Everyone tells us we should love our bodies no matter what. While the intentions behind this advice are sound, many find that simply being told to love their bodies is a bit disingenuous in a world where people are still very much judged by their appearance.
Enter the body neutrality movement. What is it?
What Is Body Neutrality?
Body neutrality focuses upon developing a sense of acceptance of our bodies, instead of insisting that we must generate a far more difficult emotion of love toward your body to be healthy. While it seems that acceptance isn’t quite as warm and fuzzy as loving your every perceived flaw, to a sizable number of people, it seems to be a more honest approach to self-care. Indeed, the body neutrality movement may prove more emotionally healthy for many of us.
Why is this? One of the key objectives the body neutrality movement hopes to achieve is for people to stop focusing such an excess of mental energy on their physical appearance, so they are free to manifest it into other things in their lives. And lying, even lying to oneself, takes up a lot of mental energy.
Behavioral studies have shown that when we lie, we then spend an enormous amount of time trying to defend and justify that lie. It takes tremendous mental energy to maintain a pretense we sincerely disbelieve to be true. Unless we suffer from a mental illness, lying even to ourselves creates feelings of guilt, which also eat up our mental energy.
Therefore, if a woman who has always been, say, self-conscious about having thighs she deems too large, insists upon telling herself she truly loves her legs just as they are, she may actually unknowingly create more mental and emotional turmoil for herself, not less. This is the opposite of what body neutrality hopes to achieve.
With the body neutrality mindset, that same woman doesn’t have to lie to herself in saying she loves her thighs. Instead, she can tell herself she appreciates them for what they are and what they can do, and then immediately focus her mental energy on something else, such as her career or her life goals.
Body neutrality aims to be more inclusive than the body positivity movement, as well.
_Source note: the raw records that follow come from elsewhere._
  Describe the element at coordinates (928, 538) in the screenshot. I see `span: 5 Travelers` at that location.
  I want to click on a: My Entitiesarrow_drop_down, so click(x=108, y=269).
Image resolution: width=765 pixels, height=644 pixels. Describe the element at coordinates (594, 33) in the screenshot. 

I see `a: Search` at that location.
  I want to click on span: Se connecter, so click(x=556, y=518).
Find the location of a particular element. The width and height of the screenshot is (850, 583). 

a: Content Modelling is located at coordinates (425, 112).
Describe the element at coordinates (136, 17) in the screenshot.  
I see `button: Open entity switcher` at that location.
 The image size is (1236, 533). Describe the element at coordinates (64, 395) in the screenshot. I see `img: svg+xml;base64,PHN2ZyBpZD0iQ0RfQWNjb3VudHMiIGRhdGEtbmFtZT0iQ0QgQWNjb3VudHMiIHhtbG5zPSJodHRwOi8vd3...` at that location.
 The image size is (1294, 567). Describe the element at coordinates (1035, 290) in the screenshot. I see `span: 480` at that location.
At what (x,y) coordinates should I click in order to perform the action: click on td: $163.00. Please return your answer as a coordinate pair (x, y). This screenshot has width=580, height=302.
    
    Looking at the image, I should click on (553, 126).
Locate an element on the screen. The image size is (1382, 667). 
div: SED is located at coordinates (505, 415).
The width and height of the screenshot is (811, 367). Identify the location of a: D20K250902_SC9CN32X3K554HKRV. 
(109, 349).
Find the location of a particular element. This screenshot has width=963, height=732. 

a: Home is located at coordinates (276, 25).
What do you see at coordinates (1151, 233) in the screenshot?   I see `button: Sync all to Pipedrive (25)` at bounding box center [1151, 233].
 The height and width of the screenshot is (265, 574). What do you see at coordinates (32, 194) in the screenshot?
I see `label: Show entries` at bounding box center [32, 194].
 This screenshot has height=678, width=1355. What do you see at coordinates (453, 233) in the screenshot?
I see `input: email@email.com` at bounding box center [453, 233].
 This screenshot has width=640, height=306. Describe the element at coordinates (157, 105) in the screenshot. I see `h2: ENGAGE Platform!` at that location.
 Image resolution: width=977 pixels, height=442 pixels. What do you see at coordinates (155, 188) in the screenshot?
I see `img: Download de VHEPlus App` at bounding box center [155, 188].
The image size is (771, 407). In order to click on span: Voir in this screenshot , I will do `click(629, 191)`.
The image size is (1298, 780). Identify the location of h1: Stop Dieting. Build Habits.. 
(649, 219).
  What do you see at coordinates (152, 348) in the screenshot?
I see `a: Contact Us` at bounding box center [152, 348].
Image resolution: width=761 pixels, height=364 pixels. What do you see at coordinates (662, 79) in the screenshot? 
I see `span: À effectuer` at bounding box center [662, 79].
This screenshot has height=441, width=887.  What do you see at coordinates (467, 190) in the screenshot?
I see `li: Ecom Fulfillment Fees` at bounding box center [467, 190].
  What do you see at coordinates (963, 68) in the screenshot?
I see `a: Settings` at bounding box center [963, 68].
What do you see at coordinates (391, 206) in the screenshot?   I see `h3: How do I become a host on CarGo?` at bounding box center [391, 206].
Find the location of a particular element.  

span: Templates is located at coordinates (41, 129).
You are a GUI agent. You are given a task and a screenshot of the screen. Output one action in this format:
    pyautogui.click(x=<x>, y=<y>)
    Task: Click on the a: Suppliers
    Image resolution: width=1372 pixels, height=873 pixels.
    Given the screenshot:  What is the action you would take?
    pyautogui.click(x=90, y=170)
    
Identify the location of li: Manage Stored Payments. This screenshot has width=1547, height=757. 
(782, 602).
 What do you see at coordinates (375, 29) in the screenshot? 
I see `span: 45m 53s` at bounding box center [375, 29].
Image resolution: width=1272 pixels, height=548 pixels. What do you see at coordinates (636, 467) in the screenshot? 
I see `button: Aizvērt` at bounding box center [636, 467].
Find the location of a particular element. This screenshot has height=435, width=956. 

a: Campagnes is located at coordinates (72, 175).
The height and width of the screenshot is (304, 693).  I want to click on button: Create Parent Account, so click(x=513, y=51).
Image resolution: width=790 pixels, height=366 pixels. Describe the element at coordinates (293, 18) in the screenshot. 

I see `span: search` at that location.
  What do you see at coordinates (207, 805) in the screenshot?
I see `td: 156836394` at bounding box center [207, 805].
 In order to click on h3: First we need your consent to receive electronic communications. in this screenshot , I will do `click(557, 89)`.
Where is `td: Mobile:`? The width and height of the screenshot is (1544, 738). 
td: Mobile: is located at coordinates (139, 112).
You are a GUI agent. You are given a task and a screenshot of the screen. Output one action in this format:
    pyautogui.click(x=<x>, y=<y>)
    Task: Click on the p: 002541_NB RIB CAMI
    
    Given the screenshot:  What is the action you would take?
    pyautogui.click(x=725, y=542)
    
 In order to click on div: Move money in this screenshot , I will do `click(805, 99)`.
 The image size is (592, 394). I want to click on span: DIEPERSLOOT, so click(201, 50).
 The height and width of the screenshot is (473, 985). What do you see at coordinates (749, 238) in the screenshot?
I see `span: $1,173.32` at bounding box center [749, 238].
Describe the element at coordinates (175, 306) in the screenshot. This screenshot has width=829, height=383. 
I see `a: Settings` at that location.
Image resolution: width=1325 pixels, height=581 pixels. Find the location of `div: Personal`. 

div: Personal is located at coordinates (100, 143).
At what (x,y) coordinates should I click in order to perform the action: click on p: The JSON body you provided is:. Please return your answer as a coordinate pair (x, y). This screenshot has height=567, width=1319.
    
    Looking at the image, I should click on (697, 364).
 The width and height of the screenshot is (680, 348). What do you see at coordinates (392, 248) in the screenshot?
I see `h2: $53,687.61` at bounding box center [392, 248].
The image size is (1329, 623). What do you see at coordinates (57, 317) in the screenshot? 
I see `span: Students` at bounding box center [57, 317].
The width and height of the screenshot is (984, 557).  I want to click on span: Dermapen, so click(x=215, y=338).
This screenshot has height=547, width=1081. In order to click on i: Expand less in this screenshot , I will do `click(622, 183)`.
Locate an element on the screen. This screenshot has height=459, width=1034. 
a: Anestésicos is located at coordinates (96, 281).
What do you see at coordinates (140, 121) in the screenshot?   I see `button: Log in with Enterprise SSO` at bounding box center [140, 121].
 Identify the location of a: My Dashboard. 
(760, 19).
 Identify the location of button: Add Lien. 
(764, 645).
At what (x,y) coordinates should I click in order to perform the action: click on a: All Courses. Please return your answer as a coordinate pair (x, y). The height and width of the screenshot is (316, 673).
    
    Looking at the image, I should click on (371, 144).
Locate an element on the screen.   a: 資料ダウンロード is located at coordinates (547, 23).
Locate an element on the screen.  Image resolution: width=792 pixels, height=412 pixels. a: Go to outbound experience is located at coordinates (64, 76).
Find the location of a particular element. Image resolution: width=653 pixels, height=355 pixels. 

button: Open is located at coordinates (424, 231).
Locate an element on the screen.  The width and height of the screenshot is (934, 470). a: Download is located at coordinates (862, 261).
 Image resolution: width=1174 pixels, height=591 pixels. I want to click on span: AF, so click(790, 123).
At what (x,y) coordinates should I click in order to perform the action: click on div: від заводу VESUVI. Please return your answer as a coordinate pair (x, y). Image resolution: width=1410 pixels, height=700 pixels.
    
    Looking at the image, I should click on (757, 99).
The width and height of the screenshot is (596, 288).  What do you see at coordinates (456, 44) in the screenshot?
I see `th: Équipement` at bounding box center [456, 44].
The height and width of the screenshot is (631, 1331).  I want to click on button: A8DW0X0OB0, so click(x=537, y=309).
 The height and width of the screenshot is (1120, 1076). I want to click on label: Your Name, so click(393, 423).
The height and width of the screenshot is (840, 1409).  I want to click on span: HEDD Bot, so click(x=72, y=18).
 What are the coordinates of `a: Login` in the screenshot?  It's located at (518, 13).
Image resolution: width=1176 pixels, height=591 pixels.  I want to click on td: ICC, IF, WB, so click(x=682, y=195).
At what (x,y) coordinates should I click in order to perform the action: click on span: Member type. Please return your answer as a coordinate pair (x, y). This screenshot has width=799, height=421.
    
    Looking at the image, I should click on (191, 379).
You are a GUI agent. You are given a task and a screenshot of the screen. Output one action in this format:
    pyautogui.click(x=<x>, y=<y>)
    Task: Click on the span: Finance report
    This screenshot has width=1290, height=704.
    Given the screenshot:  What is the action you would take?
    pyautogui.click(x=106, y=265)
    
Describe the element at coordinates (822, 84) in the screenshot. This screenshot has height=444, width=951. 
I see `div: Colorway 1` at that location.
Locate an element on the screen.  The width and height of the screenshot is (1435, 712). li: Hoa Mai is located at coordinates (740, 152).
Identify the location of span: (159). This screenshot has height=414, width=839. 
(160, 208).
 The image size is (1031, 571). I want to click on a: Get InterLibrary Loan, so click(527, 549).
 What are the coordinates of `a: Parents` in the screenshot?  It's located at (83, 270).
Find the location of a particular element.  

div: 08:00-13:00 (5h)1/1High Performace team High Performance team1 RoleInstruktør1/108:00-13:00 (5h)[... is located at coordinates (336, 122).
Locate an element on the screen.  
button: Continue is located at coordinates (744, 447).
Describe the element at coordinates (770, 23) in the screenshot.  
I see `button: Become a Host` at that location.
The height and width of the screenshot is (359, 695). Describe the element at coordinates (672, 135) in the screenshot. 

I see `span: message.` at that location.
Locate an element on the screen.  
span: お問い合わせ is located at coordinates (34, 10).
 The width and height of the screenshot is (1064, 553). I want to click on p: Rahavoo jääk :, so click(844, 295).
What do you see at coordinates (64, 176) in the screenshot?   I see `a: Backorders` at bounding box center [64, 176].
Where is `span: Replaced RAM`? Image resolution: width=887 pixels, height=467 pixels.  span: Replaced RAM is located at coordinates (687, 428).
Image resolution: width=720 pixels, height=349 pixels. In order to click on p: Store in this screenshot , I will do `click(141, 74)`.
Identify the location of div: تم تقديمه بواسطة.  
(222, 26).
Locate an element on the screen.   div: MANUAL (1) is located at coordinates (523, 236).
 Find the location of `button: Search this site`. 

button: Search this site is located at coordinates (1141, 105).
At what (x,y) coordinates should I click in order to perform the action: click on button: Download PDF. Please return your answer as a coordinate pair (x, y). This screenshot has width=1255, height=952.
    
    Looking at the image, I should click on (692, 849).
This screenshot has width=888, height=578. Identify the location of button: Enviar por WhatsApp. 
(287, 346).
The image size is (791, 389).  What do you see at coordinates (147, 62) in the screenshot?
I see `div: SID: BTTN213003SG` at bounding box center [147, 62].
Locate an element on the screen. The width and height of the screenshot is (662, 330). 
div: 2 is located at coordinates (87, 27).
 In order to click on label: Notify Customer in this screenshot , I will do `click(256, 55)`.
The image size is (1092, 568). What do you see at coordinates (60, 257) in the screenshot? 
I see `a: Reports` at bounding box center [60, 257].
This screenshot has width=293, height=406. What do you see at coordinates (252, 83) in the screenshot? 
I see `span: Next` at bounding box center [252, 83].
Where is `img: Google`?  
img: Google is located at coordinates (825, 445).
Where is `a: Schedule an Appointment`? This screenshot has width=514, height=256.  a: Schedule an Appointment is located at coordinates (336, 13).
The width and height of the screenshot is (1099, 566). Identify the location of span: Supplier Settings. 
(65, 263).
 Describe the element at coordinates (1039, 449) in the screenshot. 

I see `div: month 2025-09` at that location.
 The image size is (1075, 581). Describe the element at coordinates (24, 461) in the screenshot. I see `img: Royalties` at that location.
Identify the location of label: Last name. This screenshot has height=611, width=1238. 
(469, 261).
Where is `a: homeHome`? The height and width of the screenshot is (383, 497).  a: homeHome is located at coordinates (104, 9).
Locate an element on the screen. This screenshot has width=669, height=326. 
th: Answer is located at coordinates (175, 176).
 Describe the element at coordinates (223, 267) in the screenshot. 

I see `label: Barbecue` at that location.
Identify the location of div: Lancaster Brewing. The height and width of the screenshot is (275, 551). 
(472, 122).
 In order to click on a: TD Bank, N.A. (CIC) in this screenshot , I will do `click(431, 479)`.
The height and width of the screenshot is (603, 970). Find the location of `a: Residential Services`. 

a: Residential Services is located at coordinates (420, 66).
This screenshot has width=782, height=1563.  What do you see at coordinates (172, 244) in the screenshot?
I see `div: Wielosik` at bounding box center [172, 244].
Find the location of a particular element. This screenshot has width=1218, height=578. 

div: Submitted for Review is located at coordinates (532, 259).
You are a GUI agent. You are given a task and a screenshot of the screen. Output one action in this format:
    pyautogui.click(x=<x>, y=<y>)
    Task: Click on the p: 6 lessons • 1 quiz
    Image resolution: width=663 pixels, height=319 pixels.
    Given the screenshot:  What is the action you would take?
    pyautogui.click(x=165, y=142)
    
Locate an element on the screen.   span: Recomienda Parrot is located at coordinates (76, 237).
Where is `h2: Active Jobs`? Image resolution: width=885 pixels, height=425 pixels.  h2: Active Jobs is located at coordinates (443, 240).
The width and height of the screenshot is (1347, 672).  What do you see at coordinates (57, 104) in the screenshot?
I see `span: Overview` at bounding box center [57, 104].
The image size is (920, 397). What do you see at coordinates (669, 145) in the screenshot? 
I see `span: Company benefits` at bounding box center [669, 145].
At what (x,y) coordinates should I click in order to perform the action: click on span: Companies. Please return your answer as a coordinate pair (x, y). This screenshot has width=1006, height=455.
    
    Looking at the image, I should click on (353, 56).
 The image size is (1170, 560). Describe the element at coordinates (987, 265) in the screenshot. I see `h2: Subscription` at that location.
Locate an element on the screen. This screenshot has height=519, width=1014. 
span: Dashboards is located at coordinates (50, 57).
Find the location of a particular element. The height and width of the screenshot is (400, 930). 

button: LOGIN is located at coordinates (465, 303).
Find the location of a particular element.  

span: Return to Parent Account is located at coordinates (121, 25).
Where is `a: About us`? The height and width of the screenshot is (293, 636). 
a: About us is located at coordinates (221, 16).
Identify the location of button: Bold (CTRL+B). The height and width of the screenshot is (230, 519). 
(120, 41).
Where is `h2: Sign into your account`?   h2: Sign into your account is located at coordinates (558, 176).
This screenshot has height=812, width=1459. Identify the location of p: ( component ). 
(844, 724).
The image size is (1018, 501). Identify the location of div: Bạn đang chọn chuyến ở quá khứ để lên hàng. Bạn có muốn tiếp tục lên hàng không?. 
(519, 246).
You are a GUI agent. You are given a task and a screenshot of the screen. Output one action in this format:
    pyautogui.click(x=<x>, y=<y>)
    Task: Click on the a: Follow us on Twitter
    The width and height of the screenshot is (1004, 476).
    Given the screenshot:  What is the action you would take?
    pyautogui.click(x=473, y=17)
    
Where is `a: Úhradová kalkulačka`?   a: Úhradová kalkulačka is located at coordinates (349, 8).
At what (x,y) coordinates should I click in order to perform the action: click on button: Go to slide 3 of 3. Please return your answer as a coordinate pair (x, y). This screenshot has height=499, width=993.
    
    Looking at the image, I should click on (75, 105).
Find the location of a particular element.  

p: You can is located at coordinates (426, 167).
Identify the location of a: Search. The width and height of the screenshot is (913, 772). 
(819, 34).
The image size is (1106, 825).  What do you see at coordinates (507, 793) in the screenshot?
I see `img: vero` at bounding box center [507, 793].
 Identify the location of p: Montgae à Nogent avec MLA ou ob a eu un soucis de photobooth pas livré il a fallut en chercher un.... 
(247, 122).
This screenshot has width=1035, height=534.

Many critics of the body positivity movement have noted that members of that movement seem to all share similar characteristics. They are overweight — but not severely so — and generally able-bodied. People who are too thin or too obese, or who have a physical disability, have often reported feeling left out by the body positivity movement in the past.
Body neutrality aims for the acceptance of all sizes, shapes and forms.
The body neutrality movement also gets a boost from recent similar changes in the world of fitness. For years, people had a singular idea of what a fit body should look like — thin, but not too thin, and muscular, but not too muscular. The definition of what a fit body looked like for women specifically was further narrowed by old-school height and weight tables that featured a level of thinness that just is not realistic for many. As a result, many women stayed out of the gym if they didn’t fit the old Jane Fonda body ideal.
Newer fitness techniques focus more on strengthening and improving the overall health of people of all shapes and sizes, and are turning the focus from working out simply as a means to enhance one’s appearance. Many gyms and fitness organizations are now creating more inclusive mission statements and programming differently since we all “have different bodies, needs, and goals.” These new programs focus on improving overall strength, flexibility and cardiovascular health. By finding inclusivity at the gym, many people are now leading much healthier lives.
What’s Wrong with Body Positivity?
Simply put, there’s nothing at all wrong with the body positivity movement. In fact, many have benefited enormously from it. Plus, the body positivity movement did pave the way for more people to start loving the bodies they have, and there certainly isn’t anything wrong with that!
However, for some, the body positivity movement just wasn’t inclusive or honest enough. People with physical disabilities, for example, may find it difficult to generate a feeling of love for a limb that doesn’t work the way it should. Likewise, women who lack the look of “cute but a little heavier” that many body positivity activists possess felt a bit left out. This created yet another unattainable standard for many women with glandular disorders that keep them too thin or too heavy to strive for, leading to more frustration.
Simple acceptance of one’s body is easier for people of all shapes and sizes to achieve. And, as anyone who has been in a long-term friendship that got off to a rocky start knows, acceptance can sometimes blossom into love. But even if it does not, body neutrality allows us the freedom to simply accept our bodies body as they are and focus on other, more important parts of our lives. And that is something to celebrate.